Featured image—of Tsuruko Yamazaki's "Tin Cans" and the painting "Work," both originally produced in 1955—is reproduced from the Guggenheim Museum's "terrific" exhibition catalog for Gutai: Splendid Playground, which critic Roberta Smith called "a mind-shifting exhibition about Japan’s best-known postwar art movement" in a recent New York Times review. She continues, "The works in this show are… generally relaxed and even fun-loving. The idea of art as an occasion for liberating, medium-mixing, often participatory play was a serious component of Gutai thought, especially during its first decade. Formed in 1954, the Gutai Art Association stressed the importance of uninhibited individual actions, the thwarting of expectations and even silliness as ways to counter the passivity and conformity that enabled the country’s militarist government to become so disastrously powerful in the previous decades, invading China and then charging into World War II… Whatever else you may think of these pieces, they relocate some of the origins of participatory art, so much the rage today. Similarly, the show reveals little-known precedents for all kinds of seemingly Euro-American-centered developments, including Happenings, Minimalism, specific objects and various strains of land art, installation art, Conceptual Art and relational aesthetics. Nearly every work necessitates some adjustment in thinking." continue to blog
FORMAT: Hbk, 9.75 x 11 in. / 316 pgs / 270 color. LIST PRICE: U.S. $65.00 LIST PRICE: CANADA $75 ISBN: 9780892074891 PUBLISHER: Guggenheim Museum Publications AVAILABLE: 3/31/2013 DISTRIBUTION: D.A.P. RETAILER DISC: TRADE PUBLISHING STATUS: Out of print AVAILABILITY: Not available TERRITORY: WORLD
Published by Guggenheim Museum Publications. Text by Alexandra Munroe, Ming Tiampo, Yoshihara Jiro, Hirai Shoichi, Reiko Tomii, Kato Mizuho, Midori Yoshimoto, Judith Rodenbeck, Pedro Erber, Lyn Hsieh, Nakajima Izumi.

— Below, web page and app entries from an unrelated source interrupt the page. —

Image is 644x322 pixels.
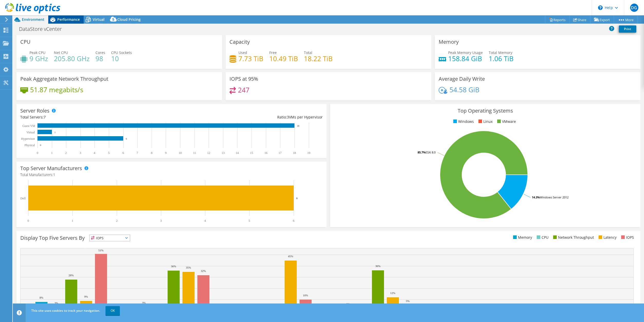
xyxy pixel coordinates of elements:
span: Peak Memory Usage [448,50,483,55]
tspan: ESXi 8.0 [425,150,436,154]
h4: 205.80 GHz [54,56,90,61]
text: 1 [51,151,52,155]
span: Total Memory [489,50,512,55]
text: 4 [204,219,206,222]
li: IOPS [620,235,634,240]
span: Net CPU [54,50,68,55]
text: 32% [201,270,206,273]
text: 3 [80,151,81,155]
h3: Capacity [230,39,250,45]
text: 0 [37,151,38,155]
text: 3 [160,219,162,222]
text: 6 [296,197,298,200]
a: Print [619,25,636,32]
h4: Total Manufacturers: [20,172,322,177]
a: More [614,16,637,24]
h3: Top Server Manufacturers [20,165,82,171]
text: 10% [303,294,308,297]
span: Cores [95,50,105,55]
span: Virtual [93,17,104,22]
li: Network Throughput [552,235,594,240]
svg: \n [598,5,603,10]
tspan: Windows Server 2012 [540,195,568,199]
span: CPU Sockets [111,50,132,55]
text: 45% [288,255,293,258]
a: Export [590,16,614,24]
text: 4 [94,151,95,155]
div: Ratio: VMs per Hypervisor [171,114,322,120]
text: 6 [123,151,124,155]
span: Free [269,50,277,55]
li: Memory [512,235,532,240]
text: 6 [293,219,294,222]
h4: 9 GHz [29,56,48,61]
li: Linux [477,119,493,125]
span: Peak CPU [29,50,45,55]
tspan: 85.7% [417,150,425,154]
text: 8% [40,296,44,299]
text: Dell [20,197,26,200]
text: 11 [193,151,196,155]
text: 0 [28,219,29,222]
h4: 51.87 megabits/s [30,87,83,93]
span: 1 [53,172,55,177]
h4: 10 [111,56,132,61]
h4: 98 [95,56,105,61]
h4: 247 [238,87,250,93]
text: 2% [157,303,161,306]
text: 35% [186,266,191,269]
span: IOPS [90,235,130,241]
h4: 18.22 TiB [304,56,333,61]
text: 3% [142,301,146,304]
h4: 7.73 TiB [239,56,263,61]
text: 1 [72,219,73,222]
text: Virtual [27,131,35,134]
li: CPU [535,235,549,240]
span: Used [239,50,247,55]
text: 36% [171,265,176,268]
h3: Server Roles [20,108,50,113]
text: 7 [136,151,138,155]
text: 51% [98,249,103,252]
text: 17 [278,151,282,155]
text: 36% [375,265,380,268]
a: Reports [545,16,569,24]
div: Total Servers: [20,114,171,120]
text: Guest VM [22,124,35,128]
span: 7 [44,115,46,120]
span: Cloud Pricing [117,17,141,22]
text: 3% [55,302,58,305]
h3: CPU [20,39,31,45]
text: 1 [55,131,56,133]
h4: 158.84 GiB [448,56,483,61]
text: 5 [108,151,110,155]
text: 18 [293,151,296,155]
text: 2% [346,302,350,306]
text: 0 [40,144,41,146]
text: 10 [179,151,182,155]
h4: 54.58 GiB [449,87,479,93]
h3: Top Operating Systems [334,108,636,113]
h3: IOPS at 95% [230,76,258,82]
span: Performance [57,17,80,22]
text: 28% [68,274,74,277]
text: 2 [65,151,67,155]
text: 15 [250,151,253,155]
text: 2% [610,303,614,306]
h1: DataStore vCenter [17,26,70,32]
span: This site uses cookies to track your navigation. [31,308,100,313]
h3: Memory [439,39,459,45]
text: 5 [248,219,250,222]
tspan: 14.3% [532,195,540,199]
text: Physical [24,143,35,147]
h3: Peak Aggregate Network Throughput [20,76,108,82]
span: 3 [287,115,289,120]
li: Latency [597,235,616,240]
text: 18 [297,125,299,127]
li: Windows [452,119,474,125]
text: Hypervisor [21,137,35,141]
text: 5% [406,299,409,302]
text: 13 [222,151,225,155]
text: 12 [207,151,210,155]
text: 9 [165,151,167,155]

The Gutai Art Association was founded by Yoshihara Jiro in 1954 in the cosmopolite town of Ashiya, near Osaka. The group spanned two generations, totaling 59 artists and is one of the most radical movements in postwar Japanese art history. Published in conjunction with the first United States museum retrospective ever devoted to Gutai, exhibited at the Solomon R. Guggenheim Museum in New York, Gutai: Splendid Playground surveys the influential Japanese collective and artistic movement. This exhibition catalogue aims to demonstrate the range of bold and innovative creativity present in the avant-garde movement, to examine the aesthetic strategies in the cultural, social and political context of postwar Japan and the West, and to further establish Gutai in an expanded, transnational history and critical discourse of modern art. Organized thematically and chronologically to explore Gutai’s unique approach to materials, concepts, process, performativity and enviroment, this publication investigates the group’s radical experimentation across a range of media and styles, and demonstrates how individual artists pushed the limits of what art could be or mean in a post-atomic era. The range includes painting, conceptual art, performance, film, installation art, sound art, interactive art, light art and kinetic art. Illustrating some 120 objects by 25 artists and featuring both iconic Gutai and lesser-known works, Splendid Playground presents a rich survey reflecting new scholarship, especially on “late Gutai” works dating from 1965 to 1972. The bold and innovative catalogue design reflects the unfettered creativity of Gutai. In addition, an extensive appendix features a selection of Gutai artists’ writings, an illustrated chronology, artist biographies and a bibliography.